When we look at a garden such as Ryõan-ji , what we are
actually looking at is a courtyard with fifteen stones scattered through a bed
of raked gravel. Yet when we ‘see’ Ryõan-ji and recognise its essential spirit, then our imagination
leaps to re-create an entirely different scene. We can now imagine mountain
peaks projecting above a cloud base filling the valleys, we can feel ourselves
observing islands in a seascape. Or we can simply sit there and be held in
thrall of being immersed in something so much greater than our self. A
landscape is so much physically greater in scale than the human body, in
comparison we shrink in scale as if we had become a perceiving cell relative to
the whole body complex. Part of the sense of awe we may experience comes
through the recognition of no longer being the dominant element in the world we
perceive. We find ourselves identifying with something other than the simple
evidence of our eyes, because we have become an integral element of that
landscape spirit captured before us. The garden is no longer outside of
ourselves but an extension of our self.
Ryoan-ji, Kyoto |
Chinese landscape paintings have undoubtedly influenced and
aided the development of the Japanese garden tradition pushing it beyond mere
representation to become an art form in its own right.

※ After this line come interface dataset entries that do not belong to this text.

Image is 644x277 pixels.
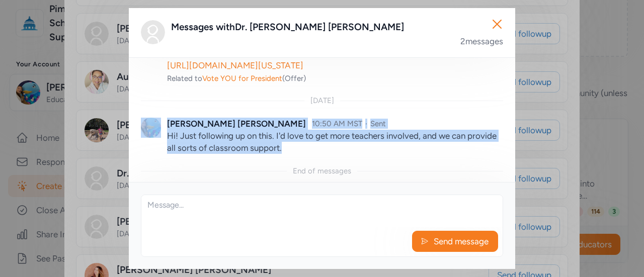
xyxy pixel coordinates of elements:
[412,231,498,252] button: Send message
[460,35,503,47] div: 2 messages
[171,20,503,34] div: Messages with Dr. [PERSON_NAME] [PERSON_NAME]
[141,20,165,44] img: Avatar
[141,118,161,138] img: Avatar
[167,74,306,83] span: Related to (Offer)
[312,119,362,128] span: 10:50 AM MST
[167,129,503,154] p: Hi! Just following up on this. I'd love to get more teachers involved, and we can provide all sor...
[365,119,367,128] span: ·
[202,74,282,83] span: Vote YOU for President
[370,119,386,128] span: Sent
[432,235,489,247] span: Send message
[167,118,306,129] div: [PERSON_NAME] [PERSON_NAME]
[167,60,303,70] a: [URL][DOMAIN_NAME][US_STATE]
[310,95,334,106] div: [DATE]
[293,166,351,176] div: End of messages
[167,47,503,71] p: You can learn more here:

There were many factors
that have gone into the development of the gardens, but perhaps it was the
absorption of concepts from the paintings that pushed the gardens into the
position they were able to achieve. Without the stimulus of the garden creators
looking at the paintings, the gardens would likely have remained more mundane
creations. Of course one can identify several other important influences,
poetry, climate, geography, and cultural inclination for example but in terms
of the gardens that we are able to look back on through a historical
perspective, the landscape paintings hanging in dimly lit temple complexes and
the residences of the ruling elite were probably the most important and
complete factors of all.
Kyoto, Japan |
[1] Merleau Ponty. The Phenomenology of Perception.
Routledge, 1962.
[2] Osvald Sirén. ‘The Chinese On The Art Of Painting’.